MSI Big Bang -Trinergy

by Rajinder Gill on December 23, 2009 2:00 AM EST

Board Layout


It's pleasing to see MSI sticking with their blue/black theme for the Trinergy. Most of the layout is identical to the GD80/GD-65 motherboards. Notable changes over the lower priced boards from MSI's P55 series are the addition of the NF200 bridge chip and the liberal use of tantalum capacitors (other than the supplied soundcard). Every conventional can type capacitor has been replaced with tantalum types for decoupling, providing lower impedance at high frequencies and also making the board less prone to capacitor related failures long-term.

MSI's confidence in this design is such that they offering an 8 year warranty promotion (non-transferable) on the Trinergy if you pre-order now and register within 30 days. Most enthusiasts will probably be rid of the board well before the warranty expires so they are unlikely to call upon it outside a couple of years. Still, it's good to see this level of confidence (providing MSI does not go the way of the Dodo in the meantime). Normal orders outside MSI's promotion will be subject to a standard 3 year warranty period.

All of the power rails are suitably over-engineered at first approximation, using eight ~30 amp FETs for CPU VCC. Other primary rails like VTT and VDIMM seem to be capable of supplying 50-60 amps peak each - plenty of overclocking overhead. Each of these rails support dynamic power saving which switches off phases to reduce power consumption in light loading conditions. Most overclocking enthusiasts tend to switch off power saving features generally and it appears MSI's engineers do the same thing when you enable OC Genie. The bundled Control Center software also makes some of the power saving menus unavailable when the system is overclocked. We guess this is a good way of ensuring users don't encounter random system crashes when the system is overclocked.

Onboard cooling service is provided by solid screw mounted heatsinks, with the CPU PWM and NF200 sections linked together with a heatpipe. Fin height does not infringe on larger CPU coolers and should allow heatsink mounting in north-south or east-west configurations easily. As always, if overclocking you'll want to keep system temperatures in check and use a fan to cool the heatsink assembly.

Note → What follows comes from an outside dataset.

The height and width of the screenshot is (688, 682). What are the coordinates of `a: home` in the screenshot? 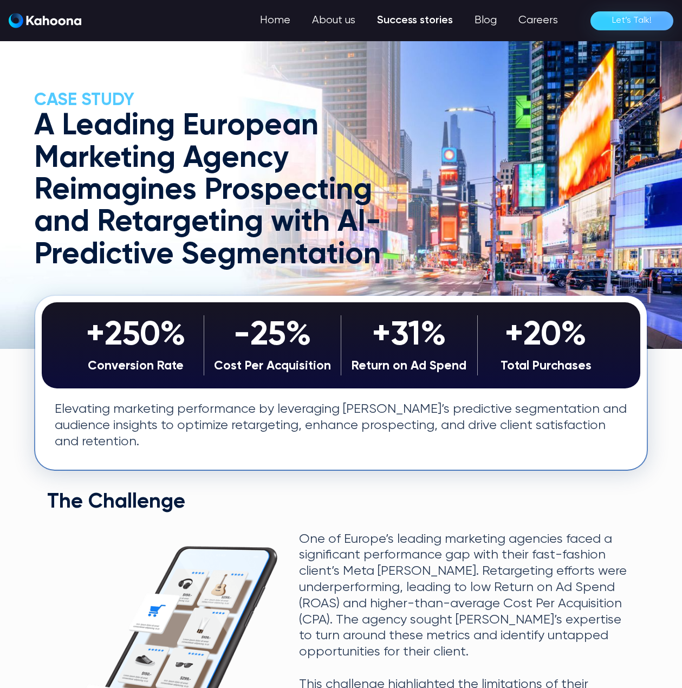 It's located at (45, 21).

A small fan pointing at any section of the heatsink should suffice in most situations as the heatpipe seems to transfer heat very well between each portion of the heatsink.


The topmost slot is PCI-E x1 and is configured to accept MSI's bundled soundcard. The blue PCI-E slots placed below are all strung from the NF200 chipset, supporting x16 bandwidth to the first slot in all configurations. If PCI-E slots two and four are populated, both will run at x16 bandwidth unless the third PEG slot is occupied. If all three PEG slots are populated, the PCI-E slots run at x16-x8-x8 bandwidth. Two PCI slots are placed in between the PCI-E slots, and at least one is available for use when all PCI-E slots are occupied. Spacing for the PCI slots in multi-GPU configurations will hinder airflow somewhat.

The lower edge of the board is home to CMOS clear and OC Genie buttons as well as a TPM, one 1394, and two USB headers. Power, reset, and green power buttons are located at the bottom right hand corner of the board using MSI's favored touch sensitive buttons. To the right you'll find the front panel control header block for power, reset buttons, and activity LEDs.

Do note that if the last PCI-E slot is used, access to all buttons and connectors at the lower edge of the board becomes very limited. The power and reset buttons users can work around by using the front panel header to the same effect, but the CMOS Clear button may become inaccessible depending upon the type of GPU cooler employed. MSI would have done well to include a rear panel CMOS-clear button just in case things go awry.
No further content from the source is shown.